The prosodic embedding of segmental neutralization in this paper is a
small personal tribute to Wiktor Jassem on the occasion of his 90th birthday
in appreciation of his broad spectrum of contributions to phonetic science
from segments to rhythm and intonation.
Figure 2: Spectrograms, f0 curves and syllabic segmentation of a
“There’s neutralization.” (statement), b “Neutralization?” (confirmation
question), c “Neutralization?!” (emphatic contradictory question), d
“There’s neutralization!” (contrastive statement), e “There’s nothing to
neutralize.” (matter-of fact conclusive statement). Speaker: the author.

REFERENCES
[1] Jassem, W. and Richter, L. 1989. Neutralization of voicing in Polish
obstruents. Journal of Phonetics 17, 317-325.
[2] Kohler, K. J. 1995. Einführung in die Phonetik des Deutschen. Berlin:
Erich Schmidt Verlag (2nd ed.).
[3] Trubetzkoy, N. S. (1939). Grundzüge der Phonologie. (3rd ed. 1962
Göttingen: Vandenhoeck & Ruprecht).
[4] Mitleb, F. 1981. Segmental and Non-segmental Structure in Phonetics:
Evidence from Foreign Accent. PhD diss. Indiana University,
Bloomington.
[5] Port, R., Mitleb, F., and O'Dell, M. 1981. Neutralization of obstruent
voicing in German is incomplete. Journal of the Acoustical Society of
America 70, S13, F10.
[6] O'Dell, M., and Port, R. 1983. Discrimination of word-final voicing in
German. Journal of the Acoustical Society of America 73, S31, N17.
[7] Port, R., and O'Dell, M. 1985. Neutralization of syllable-final voicing in
German. Journal of Phonetics 13, 455-471.
[8] Fourakis, M., and Iverson, G. K. 1984. On the 'incomplete neutralization'
of German final obstruents. Phonetica 41, 140-149.
[9] Slowiaczek, L. M. and Dinnsen, D. A. 1985. On the neutralizing status of
Polish word-final devoicing. Journal of Phonetics 13, 325-341.
[10] Dinnsen, D. A. 1983. On the Characterization of Phonological
Neutralization.

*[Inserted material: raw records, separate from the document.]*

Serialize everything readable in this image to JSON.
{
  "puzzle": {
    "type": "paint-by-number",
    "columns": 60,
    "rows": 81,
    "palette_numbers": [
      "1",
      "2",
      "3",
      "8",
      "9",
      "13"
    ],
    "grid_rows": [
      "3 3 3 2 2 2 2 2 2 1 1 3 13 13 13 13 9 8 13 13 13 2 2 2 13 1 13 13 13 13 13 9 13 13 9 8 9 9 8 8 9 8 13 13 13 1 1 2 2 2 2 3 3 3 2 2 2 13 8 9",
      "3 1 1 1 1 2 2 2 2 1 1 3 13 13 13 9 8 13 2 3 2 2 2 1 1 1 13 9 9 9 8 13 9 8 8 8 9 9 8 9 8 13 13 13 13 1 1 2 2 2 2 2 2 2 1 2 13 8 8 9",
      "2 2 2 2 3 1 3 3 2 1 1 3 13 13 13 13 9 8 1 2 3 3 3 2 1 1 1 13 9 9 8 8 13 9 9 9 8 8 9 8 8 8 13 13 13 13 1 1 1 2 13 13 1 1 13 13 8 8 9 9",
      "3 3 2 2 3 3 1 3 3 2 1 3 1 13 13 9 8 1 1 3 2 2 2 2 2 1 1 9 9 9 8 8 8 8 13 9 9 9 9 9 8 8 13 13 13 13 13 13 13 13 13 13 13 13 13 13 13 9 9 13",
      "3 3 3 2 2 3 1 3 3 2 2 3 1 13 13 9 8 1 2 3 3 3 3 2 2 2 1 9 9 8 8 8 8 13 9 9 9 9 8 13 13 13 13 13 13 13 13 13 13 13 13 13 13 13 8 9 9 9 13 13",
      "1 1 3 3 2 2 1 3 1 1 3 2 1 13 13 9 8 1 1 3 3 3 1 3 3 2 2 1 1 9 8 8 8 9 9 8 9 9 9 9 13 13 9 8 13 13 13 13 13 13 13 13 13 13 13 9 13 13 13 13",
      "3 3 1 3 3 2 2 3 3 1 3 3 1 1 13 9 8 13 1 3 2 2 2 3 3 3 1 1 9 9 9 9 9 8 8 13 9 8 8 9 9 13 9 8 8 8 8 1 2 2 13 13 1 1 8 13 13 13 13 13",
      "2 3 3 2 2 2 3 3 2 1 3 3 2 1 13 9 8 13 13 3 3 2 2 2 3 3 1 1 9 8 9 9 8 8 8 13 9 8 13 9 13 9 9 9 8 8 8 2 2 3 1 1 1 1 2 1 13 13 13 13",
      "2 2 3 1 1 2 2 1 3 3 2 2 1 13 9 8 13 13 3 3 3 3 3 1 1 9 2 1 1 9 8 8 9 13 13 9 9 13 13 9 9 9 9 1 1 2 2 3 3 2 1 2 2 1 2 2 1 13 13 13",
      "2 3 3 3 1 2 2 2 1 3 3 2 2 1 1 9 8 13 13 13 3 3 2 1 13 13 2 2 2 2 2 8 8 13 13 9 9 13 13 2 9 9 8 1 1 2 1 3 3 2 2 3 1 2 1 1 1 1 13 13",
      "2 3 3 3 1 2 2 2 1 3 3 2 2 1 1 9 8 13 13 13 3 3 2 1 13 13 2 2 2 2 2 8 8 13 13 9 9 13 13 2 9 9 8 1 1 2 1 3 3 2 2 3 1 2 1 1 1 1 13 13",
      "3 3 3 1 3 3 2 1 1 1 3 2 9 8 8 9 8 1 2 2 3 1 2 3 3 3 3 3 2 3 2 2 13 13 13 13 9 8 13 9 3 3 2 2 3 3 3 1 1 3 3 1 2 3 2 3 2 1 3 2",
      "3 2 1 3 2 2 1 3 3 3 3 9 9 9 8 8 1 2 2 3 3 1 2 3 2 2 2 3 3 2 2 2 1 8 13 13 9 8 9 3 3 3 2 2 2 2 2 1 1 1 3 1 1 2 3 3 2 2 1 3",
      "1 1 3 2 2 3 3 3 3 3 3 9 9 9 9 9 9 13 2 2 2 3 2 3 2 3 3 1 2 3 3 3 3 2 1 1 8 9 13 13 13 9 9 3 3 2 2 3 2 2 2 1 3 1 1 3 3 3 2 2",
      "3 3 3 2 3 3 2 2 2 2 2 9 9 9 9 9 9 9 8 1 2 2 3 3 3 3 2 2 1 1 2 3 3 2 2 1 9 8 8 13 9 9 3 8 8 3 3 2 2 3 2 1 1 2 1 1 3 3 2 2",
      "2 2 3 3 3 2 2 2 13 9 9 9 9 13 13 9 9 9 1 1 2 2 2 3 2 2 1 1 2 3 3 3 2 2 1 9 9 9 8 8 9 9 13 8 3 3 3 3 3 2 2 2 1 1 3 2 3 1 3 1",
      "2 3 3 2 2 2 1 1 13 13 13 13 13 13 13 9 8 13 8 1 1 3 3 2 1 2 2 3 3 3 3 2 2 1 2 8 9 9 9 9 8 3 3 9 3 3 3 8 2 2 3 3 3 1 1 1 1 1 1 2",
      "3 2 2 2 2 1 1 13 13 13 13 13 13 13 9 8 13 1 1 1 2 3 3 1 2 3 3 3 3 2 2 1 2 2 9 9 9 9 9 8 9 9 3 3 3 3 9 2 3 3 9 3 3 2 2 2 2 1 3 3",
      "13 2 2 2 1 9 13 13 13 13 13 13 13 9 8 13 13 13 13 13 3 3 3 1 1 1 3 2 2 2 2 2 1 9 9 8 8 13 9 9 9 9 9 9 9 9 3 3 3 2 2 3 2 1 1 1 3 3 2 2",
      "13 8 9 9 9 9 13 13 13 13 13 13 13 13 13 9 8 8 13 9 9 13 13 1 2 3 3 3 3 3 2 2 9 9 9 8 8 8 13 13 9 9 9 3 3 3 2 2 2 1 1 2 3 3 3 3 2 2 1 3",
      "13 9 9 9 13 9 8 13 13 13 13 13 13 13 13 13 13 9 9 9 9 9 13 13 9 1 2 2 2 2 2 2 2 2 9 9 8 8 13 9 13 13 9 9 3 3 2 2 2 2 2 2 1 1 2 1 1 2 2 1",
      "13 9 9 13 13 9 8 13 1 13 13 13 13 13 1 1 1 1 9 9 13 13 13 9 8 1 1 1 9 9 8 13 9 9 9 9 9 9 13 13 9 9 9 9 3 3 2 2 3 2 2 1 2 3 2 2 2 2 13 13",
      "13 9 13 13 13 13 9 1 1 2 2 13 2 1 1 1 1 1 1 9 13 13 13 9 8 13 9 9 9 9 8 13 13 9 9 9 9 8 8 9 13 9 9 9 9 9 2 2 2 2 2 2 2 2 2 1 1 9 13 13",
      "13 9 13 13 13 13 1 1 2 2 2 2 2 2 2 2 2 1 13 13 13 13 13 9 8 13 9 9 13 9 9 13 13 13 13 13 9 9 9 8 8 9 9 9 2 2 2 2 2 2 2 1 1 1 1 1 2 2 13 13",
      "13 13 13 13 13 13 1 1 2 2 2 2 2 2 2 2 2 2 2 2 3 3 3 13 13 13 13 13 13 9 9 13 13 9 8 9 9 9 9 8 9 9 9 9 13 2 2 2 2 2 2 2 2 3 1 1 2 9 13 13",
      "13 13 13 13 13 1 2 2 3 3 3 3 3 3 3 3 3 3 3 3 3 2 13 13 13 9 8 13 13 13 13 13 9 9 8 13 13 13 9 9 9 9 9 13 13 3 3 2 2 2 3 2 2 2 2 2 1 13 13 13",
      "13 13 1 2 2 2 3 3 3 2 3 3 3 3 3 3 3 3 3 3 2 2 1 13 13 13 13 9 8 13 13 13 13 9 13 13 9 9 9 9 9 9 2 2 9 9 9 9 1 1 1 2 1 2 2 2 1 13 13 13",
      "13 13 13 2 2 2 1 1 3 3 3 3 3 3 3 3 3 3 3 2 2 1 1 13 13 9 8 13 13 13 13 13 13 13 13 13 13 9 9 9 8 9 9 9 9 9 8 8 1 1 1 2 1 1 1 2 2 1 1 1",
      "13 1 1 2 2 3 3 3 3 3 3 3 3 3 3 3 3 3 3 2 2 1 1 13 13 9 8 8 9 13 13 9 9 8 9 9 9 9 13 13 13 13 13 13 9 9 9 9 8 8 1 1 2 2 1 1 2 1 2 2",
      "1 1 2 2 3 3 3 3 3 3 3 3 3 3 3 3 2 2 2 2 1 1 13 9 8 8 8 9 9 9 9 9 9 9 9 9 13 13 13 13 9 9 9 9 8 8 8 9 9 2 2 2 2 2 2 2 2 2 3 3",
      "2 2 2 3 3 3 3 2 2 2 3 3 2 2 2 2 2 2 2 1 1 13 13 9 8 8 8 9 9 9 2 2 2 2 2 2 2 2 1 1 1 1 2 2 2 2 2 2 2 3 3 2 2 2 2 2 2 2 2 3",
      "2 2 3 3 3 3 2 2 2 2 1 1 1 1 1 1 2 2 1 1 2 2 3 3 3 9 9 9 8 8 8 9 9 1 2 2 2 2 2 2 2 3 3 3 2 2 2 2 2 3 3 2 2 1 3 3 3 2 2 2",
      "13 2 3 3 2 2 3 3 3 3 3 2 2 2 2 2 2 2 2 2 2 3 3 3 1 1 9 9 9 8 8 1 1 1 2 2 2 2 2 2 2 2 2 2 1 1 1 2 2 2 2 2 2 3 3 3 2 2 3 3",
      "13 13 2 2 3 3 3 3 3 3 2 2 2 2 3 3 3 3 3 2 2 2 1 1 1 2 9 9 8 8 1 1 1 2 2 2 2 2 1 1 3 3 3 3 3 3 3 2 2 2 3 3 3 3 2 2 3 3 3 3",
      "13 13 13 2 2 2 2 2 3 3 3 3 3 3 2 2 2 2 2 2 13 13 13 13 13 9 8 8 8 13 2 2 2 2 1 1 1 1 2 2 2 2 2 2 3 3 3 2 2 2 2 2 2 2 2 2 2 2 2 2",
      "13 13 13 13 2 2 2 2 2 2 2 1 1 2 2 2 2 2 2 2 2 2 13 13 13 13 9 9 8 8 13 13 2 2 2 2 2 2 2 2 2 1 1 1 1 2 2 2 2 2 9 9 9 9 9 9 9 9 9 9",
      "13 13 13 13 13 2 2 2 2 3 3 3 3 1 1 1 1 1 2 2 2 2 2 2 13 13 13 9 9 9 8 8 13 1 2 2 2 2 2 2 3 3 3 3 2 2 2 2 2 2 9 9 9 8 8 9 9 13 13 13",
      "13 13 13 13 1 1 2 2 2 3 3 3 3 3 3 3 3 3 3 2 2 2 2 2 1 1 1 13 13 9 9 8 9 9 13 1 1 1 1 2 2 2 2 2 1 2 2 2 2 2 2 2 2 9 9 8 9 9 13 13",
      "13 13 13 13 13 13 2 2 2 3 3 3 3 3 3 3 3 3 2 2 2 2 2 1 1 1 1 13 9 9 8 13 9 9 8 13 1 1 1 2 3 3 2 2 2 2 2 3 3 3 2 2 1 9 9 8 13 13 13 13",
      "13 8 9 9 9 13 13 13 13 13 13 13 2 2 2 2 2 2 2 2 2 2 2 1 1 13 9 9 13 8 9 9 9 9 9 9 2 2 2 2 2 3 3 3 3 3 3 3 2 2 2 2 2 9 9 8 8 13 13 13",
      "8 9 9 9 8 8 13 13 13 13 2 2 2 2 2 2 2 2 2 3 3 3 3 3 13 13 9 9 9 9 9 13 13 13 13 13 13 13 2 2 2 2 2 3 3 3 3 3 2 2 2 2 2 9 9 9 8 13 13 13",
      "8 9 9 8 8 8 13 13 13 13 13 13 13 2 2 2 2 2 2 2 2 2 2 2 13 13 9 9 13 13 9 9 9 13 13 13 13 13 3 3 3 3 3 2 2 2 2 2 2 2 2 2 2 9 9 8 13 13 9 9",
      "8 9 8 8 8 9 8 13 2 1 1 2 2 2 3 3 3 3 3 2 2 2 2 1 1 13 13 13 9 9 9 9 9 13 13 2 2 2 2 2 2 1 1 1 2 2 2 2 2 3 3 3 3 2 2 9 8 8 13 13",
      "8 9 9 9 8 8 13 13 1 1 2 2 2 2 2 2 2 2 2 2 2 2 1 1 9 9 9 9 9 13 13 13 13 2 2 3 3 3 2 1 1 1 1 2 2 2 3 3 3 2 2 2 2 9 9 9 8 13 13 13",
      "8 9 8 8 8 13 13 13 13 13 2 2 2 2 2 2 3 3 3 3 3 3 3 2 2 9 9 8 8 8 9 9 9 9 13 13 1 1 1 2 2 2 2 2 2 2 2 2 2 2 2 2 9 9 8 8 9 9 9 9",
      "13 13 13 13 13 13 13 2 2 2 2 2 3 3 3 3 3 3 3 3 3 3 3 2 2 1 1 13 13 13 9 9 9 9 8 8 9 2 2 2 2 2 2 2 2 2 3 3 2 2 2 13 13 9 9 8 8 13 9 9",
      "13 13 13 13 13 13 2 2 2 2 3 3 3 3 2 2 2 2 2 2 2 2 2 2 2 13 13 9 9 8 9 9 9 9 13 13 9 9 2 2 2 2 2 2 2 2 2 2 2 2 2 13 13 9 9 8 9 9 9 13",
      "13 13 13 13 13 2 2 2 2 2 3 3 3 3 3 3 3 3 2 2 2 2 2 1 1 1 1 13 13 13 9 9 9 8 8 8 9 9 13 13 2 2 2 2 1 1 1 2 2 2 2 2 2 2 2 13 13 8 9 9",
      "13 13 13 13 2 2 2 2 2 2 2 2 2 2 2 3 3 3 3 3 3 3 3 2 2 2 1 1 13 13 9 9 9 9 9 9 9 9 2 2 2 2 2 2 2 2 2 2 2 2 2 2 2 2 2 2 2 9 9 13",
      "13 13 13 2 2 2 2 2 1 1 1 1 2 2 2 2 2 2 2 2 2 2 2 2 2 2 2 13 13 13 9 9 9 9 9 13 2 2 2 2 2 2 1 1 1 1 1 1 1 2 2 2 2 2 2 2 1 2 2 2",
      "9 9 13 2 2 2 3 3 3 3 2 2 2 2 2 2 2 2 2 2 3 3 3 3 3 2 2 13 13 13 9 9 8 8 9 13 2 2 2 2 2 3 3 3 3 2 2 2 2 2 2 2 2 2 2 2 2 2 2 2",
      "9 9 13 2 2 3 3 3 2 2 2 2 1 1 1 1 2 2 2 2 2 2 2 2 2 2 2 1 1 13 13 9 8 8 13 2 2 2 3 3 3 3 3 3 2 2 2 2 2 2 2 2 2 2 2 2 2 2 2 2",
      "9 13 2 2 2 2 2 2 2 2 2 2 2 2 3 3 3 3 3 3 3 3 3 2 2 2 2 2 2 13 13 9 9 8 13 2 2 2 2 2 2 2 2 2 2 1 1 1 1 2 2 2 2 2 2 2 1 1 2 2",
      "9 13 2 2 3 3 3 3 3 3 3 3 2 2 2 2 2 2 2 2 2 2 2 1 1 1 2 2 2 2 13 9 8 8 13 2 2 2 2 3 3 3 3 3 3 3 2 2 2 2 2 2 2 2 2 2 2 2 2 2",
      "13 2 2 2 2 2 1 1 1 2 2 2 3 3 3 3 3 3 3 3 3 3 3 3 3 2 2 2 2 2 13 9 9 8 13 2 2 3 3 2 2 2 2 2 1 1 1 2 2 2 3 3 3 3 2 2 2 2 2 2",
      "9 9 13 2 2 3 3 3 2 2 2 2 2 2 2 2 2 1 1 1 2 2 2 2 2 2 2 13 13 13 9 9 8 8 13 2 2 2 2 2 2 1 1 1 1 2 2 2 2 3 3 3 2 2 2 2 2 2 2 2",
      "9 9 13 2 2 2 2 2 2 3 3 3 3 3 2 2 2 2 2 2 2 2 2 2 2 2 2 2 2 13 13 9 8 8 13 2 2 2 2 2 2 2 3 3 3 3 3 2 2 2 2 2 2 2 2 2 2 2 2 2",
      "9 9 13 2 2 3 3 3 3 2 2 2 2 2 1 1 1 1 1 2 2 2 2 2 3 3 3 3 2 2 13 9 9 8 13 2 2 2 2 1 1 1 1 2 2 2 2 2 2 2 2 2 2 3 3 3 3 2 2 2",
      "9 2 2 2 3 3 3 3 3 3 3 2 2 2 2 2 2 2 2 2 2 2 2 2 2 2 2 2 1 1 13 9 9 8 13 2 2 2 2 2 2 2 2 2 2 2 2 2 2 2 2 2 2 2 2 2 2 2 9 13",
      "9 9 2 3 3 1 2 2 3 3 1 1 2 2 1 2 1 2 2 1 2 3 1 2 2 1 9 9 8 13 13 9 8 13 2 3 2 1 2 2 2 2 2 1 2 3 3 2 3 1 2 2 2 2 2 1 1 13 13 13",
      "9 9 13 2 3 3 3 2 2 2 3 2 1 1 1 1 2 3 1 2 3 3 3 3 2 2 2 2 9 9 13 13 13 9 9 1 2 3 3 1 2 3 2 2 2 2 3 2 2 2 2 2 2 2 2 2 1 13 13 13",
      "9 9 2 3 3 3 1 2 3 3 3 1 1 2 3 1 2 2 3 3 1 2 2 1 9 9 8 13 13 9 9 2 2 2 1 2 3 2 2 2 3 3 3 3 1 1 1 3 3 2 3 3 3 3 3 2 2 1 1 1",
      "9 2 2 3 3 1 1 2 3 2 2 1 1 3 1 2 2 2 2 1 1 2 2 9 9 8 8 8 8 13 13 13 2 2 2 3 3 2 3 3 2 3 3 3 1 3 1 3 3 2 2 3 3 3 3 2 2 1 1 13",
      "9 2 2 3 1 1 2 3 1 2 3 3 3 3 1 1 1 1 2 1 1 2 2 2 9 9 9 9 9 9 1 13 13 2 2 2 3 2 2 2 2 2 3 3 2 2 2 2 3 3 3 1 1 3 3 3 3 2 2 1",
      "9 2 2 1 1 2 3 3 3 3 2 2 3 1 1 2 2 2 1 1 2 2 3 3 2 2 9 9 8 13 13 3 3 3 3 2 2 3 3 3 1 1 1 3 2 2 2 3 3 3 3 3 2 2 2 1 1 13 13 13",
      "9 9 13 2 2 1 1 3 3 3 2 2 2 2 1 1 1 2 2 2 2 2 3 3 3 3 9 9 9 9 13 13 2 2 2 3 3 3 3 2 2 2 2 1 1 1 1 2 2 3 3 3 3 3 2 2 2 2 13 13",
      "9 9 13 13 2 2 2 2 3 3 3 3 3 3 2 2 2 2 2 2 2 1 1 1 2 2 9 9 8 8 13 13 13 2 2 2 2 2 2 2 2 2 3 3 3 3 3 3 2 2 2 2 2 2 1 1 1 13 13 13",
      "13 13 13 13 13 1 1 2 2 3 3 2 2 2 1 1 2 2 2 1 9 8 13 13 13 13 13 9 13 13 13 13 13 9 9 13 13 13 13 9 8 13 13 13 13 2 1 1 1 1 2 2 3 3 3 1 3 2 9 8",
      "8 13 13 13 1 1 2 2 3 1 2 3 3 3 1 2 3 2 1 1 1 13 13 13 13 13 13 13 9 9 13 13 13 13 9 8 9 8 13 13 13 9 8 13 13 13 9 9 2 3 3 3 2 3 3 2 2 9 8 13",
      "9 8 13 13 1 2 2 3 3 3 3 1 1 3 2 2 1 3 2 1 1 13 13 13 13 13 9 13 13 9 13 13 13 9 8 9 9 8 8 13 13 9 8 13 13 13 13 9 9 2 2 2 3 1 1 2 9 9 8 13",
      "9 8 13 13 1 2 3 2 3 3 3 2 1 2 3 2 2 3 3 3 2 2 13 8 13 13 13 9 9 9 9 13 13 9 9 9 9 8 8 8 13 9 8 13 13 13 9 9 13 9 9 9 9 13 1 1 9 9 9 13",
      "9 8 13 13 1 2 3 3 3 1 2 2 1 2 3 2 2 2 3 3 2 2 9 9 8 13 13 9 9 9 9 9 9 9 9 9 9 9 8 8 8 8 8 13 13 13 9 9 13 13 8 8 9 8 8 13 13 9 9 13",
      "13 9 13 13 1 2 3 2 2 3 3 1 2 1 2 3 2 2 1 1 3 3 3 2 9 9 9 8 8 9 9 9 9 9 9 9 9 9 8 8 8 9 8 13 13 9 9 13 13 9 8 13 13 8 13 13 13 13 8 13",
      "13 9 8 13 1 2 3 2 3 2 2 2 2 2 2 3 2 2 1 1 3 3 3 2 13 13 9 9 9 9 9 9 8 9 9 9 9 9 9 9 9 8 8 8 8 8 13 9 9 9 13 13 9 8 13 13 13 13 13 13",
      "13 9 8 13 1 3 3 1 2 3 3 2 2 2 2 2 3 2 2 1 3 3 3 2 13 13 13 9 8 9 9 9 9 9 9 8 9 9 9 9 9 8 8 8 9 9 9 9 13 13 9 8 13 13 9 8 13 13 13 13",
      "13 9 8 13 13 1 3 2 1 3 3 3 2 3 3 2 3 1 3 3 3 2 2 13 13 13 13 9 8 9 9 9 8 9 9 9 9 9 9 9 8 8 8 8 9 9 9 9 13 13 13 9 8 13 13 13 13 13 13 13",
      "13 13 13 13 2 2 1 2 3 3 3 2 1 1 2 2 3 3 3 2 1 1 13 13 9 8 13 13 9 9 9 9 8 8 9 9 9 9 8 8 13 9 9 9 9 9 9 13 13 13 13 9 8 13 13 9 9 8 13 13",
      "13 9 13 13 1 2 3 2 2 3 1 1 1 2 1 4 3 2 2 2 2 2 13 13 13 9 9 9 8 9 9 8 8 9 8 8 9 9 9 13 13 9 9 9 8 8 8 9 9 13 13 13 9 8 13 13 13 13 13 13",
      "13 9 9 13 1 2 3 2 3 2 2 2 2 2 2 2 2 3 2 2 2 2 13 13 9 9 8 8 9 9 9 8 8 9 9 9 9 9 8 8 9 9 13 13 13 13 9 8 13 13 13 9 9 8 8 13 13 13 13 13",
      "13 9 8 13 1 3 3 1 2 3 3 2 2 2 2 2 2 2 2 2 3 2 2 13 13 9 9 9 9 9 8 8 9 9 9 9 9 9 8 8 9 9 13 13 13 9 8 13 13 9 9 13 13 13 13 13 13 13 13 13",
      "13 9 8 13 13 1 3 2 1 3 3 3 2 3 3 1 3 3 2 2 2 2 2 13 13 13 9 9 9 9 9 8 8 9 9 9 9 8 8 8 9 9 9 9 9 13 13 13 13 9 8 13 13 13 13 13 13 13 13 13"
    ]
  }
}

Bloomington: Indiana University Linguistics Club.
[11] Dinnsen, D. A. 1985. Re-Examination of Phonological Neutralization.
Journal of Linguistics 21, 265-279.
[12] Kohler, K.J. 2007. Beyond laboratory phonology: The phonetics of
speech communication. [In:] M. J. Solé, P. S. Beddor, Ohala, M. (Eds.)
Experimental approaches to phonology, 51-53. Oxford: Oxford
University Press.
[13] Röttger, T. B., Winter, B., and Grawunder, S. 2011. The robustness of
incomplete neutralization in German. Proc. 17th ICPhS, Hong Kong,
1722-1725.
[14] Kohler, K.J. 2009. Rhythm in speech and language. A new research
paradigm. Phonetica 66, 20-45.
[15] Firth, J.R. 1948. Sounds and prosodies. Trans. Philological Soc. 1948:
127– 152.
[16] Hawkins, S.; Smith, R. 2001. Polysp: a polysystemic, phonetically- rich
approach to speech understanding. Ital. J. Ling. 13: 99– 188.
[17] K. Kohler, K. 2011. Communicative functions integrate segments in
prosodies and prosodies in segments. Phonetica 68, 26-56.
[18] Kohler, K.J. 2011. On the interdependence of sounds and prosodies in
communicative functions. Proc. 17th ICPhS, Hong Kong, 19-27.